The Luce Foundation is proud to support the Montclair Art Museum’s new efforts to strengthen the voices of Indigenous people in the presentation of its Native art collection by making collaboration with Native artists, scholars, and communities part of the curatorial process.
Montclair Art Museum (MAM) announced that it has received a grant in the amount of $320,000 from the Henry Luce Foundation to support a project to develop new strategies for the presentation of MAM’s collection of the Native Art of North America in its Rand Gallery and throughout the Museum. This award is the Museum’s largest ever one-time foundation grant.
With key goals to engage current, innovative ideas about Indigenous communities with art museum collections and exhibitions, this project seeks to indigenize the curatorial process, making decisions collaboratively from the start. The grant will fund the necessary project personnel, honoraria, and travel expenses to develop and execute key principal activities of an Advisory Board for Native American Art, a Project Curator of Native American Art, and two scholarly assemblies over a three year period.
“We are so grateful to the Henry Luce Foundation for making it possible to realize what has been our longtime dream and goal of collaboratively engaging Indigenous artists, scholars, and communities with innovative plans for the museum’s collection and exhibitions,” said Chief Curator Gail Stavitsky. “I look forward to working closely with the Advisory Board members and the future Curator of Native American Art, who will bring current thinking and new strategies to the process of creating new, more dynamic, more ethical and fully realized presentations of the Museum’s collection that feature the perspectives and voices of their Native creators.”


When you copy the entries, keep every word exactly as it is and drop the images.

(Beginning of DATA SUPPLIED)

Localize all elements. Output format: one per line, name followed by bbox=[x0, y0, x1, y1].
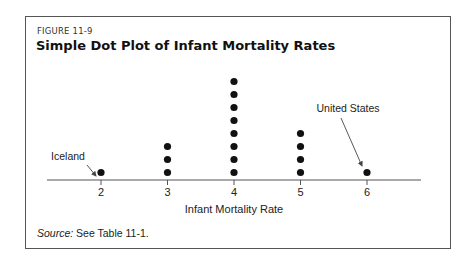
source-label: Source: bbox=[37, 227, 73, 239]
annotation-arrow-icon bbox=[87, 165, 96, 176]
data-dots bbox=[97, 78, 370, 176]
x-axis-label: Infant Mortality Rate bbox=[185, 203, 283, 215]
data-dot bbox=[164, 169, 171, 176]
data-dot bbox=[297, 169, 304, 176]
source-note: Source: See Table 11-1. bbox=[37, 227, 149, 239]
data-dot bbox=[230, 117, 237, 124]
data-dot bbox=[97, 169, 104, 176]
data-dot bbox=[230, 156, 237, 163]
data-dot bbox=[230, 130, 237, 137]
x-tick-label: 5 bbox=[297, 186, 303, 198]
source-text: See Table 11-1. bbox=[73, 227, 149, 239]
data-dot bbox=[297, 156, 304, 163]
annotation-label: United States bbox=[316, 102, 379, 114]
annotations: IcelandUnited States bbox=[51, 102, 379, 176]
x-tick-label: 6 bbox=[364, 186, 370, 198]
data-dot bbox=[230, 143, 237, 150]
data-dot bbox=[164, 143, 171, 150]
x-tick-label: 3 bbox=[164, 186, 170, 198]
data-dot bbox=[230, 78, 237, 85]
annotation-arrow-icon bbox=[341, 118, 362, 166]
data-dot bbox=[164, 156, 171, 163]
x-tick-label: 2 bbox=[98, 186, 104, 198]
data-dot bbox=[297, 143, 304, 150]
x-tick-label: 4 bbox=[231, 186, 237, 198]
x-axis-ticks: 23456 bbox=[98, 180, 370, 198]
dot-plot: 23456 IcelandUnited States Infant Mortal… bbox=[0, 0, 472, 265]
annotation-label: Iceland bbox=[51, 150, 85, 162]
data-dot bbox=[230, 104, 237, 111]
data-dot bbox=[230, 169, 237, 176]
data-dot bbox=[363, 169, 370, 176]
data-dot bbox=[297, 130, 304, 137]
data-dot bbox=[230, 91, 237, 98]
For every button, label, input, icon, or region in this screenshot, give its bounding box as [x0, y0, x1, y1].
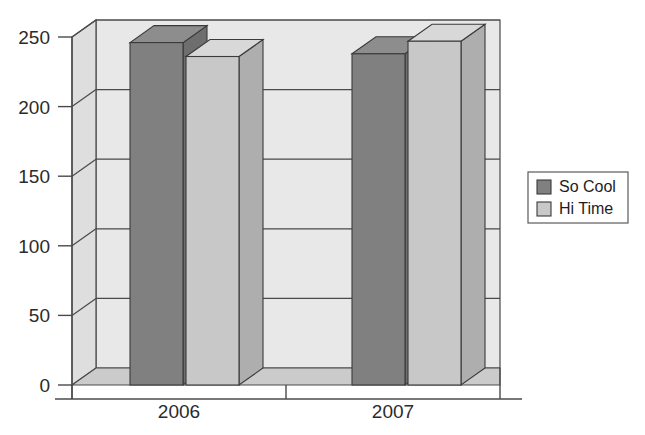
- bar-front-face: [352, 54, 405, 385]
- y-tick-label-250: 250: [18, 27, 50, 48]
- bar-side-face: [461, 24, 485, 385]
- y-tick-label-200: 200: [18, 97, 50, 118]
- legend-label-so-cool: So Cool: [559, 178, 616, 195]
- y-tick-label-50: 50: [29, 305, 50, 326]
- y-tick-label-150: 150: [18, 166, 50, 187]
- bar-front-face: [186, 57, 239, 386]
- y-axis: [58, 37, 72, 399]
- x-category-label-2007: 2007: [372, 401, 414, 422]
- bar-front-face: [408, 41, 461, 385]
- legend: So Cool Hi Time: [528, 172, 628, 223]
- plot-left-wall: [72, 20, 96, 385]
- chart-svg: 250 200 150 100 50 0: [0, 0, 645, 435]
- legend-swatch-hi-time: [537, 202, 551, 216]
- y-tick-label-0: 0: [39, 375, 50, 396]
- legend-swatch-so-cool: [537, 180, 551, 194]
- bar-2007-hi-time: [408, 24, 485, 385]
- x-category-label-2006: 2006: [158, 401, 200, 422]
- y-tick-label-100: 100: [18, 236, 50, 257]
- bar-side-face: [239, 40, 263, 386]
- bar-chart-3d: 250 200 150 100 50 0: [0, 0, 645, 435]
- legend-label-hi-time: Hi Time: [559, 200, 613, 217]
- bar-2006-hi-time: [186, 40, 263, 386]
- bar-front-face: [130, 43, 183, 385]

(End of DATA SUPPLIED)

**OUTPUT FOR THIS TASK**:
Localize all elements. Output format: one per line, name followed by bbox=[x0, y0, x1, y1].
source-label: Source: bbox=[37, 227, 73, 239]
annotation-arrow-icon bbox=[87, 165, 96, 176]
data-dots bbox=[97, 78, 370, 176]
x-axis-label: Infant Mortality Rate bbox=[185, 203, 283, 215]
data-dot bbox=[164, 169, 171, 176]
data-dot bbox=[297, 169, 304, 176]
source-note: Source: See Table 11-1. bbox=[37, 227, 149, 239]
data-dot bbox=[230, 117, 237, 124]
data-dot bbox=[97, 169, 104, 176]
data-dot bbox=[230, 156, 237, 163]
data-dot bbox=[230, 130, 237, 137]
x-tick-label: 5 bbox=[297, 186, 303, 198]
source-text: See Table 11-1. bbox=[73, 227, 149, 239]
data-dot bbox=[297, 156, 304, 163]
annotation-label: United States bbox=[316, 102, 379, 114]
annotations: IcelandUnited States bbox=[51, 102, 379, 176]
x-tick-label: 6 bbox=[364, 186, 370, 198]
data-dot bbox=[230, 143, 237, 150]
data-dot bbox=[164, 143, 171, 150]
x-tick-label: 3 bbox=[164, 186, 170, 198]
data-dot bbox=[230, 78, 237, 85]
annotation-arrow-icon bbox=[341, 118, 362, 166]
data-dot bbox=[164, 156, 171, 163]
x-tick-label: 2 bbox=[98, 186, 104, 198]
data-dot bbox=[297, 143, 304, 150]
x-tick-label: 4 bbox=[231, 186, 237, 198]
x-axis-ticks: 23456 bbox=[98, 180, 370, 198]
dot-plot: 23456 IcelandUnited States Infant Mortal… bbox=[0, 0, 472, 265]
annotation-label: Iceland bbox=[51, 150, 85, 162]
data-dot bbox=[230, 104, 237, 111]
data-dot bbox=[230, 169, 237, 176]
data-dot bbox=[363, 169, 370, 176]
data-dot bbox=[297, 130, 304, 137]
data-dot bbox=[230, 91, 237, 98]
For every button, label, input, icon, or region in this screenshot, give its bounding box as [x0, y0, x1, y1].
- bar-front-face: [352, 54, 405, 385]
- y-tick-label-250: 250: [18, 27, 50, 48]
- bar-side-face: [461, 24, 485, 385]
- y-tick-label-200: 200: [18, 97, 50, 118]
- legend-label-so-cool: So Cool: [559, 178, 616, 195]
- y-tick-label-50: 50: [29, 305, 50, 326]
- y-tick-label-150: 150: [18, 166, 50, 187]
- bar-front-face: [186, 57, 239, 386]
- y-axis: [58, 37, 72, 399]
- x-category-label-2007: 2007: [372, 401, 414, 422]
- bar-front-face: [408, 41, 461, 385]
- legend: So Cool Hi Time: [528, 172, 628, 223]
- plot-left-wall: [72, 20, 96, 385]
- chart-svg: 250 200 150 100 50 0: [0, 0, 645, 435]
- legend-swatch-hi-time: [537, 202, 551, 216]
- y-tick-label-0: 0: [39, 375, 50, 396]
- legend-swatch-so-cool: [537, 180, 551, 194]
- bar-2007-hi-time: [408, 24, 485, 385]
- x-category-label-2006: 2006: [158, 401, 200, 422]
- y-tick-label-100: 100: [18, 236, 50, 257]
- bar-side-face: [239, 40, 263, 386]
- bar-chart-3d: 250 200 150 100 50 0: [0, 0, 645, 435]
- legend-label-hi-time: Hi Time: [559, 200, 613, 217]
- bar-2006-hi-time: [186, 40, 263, 386]
- bar-front-face: [130, 43, 183, 385]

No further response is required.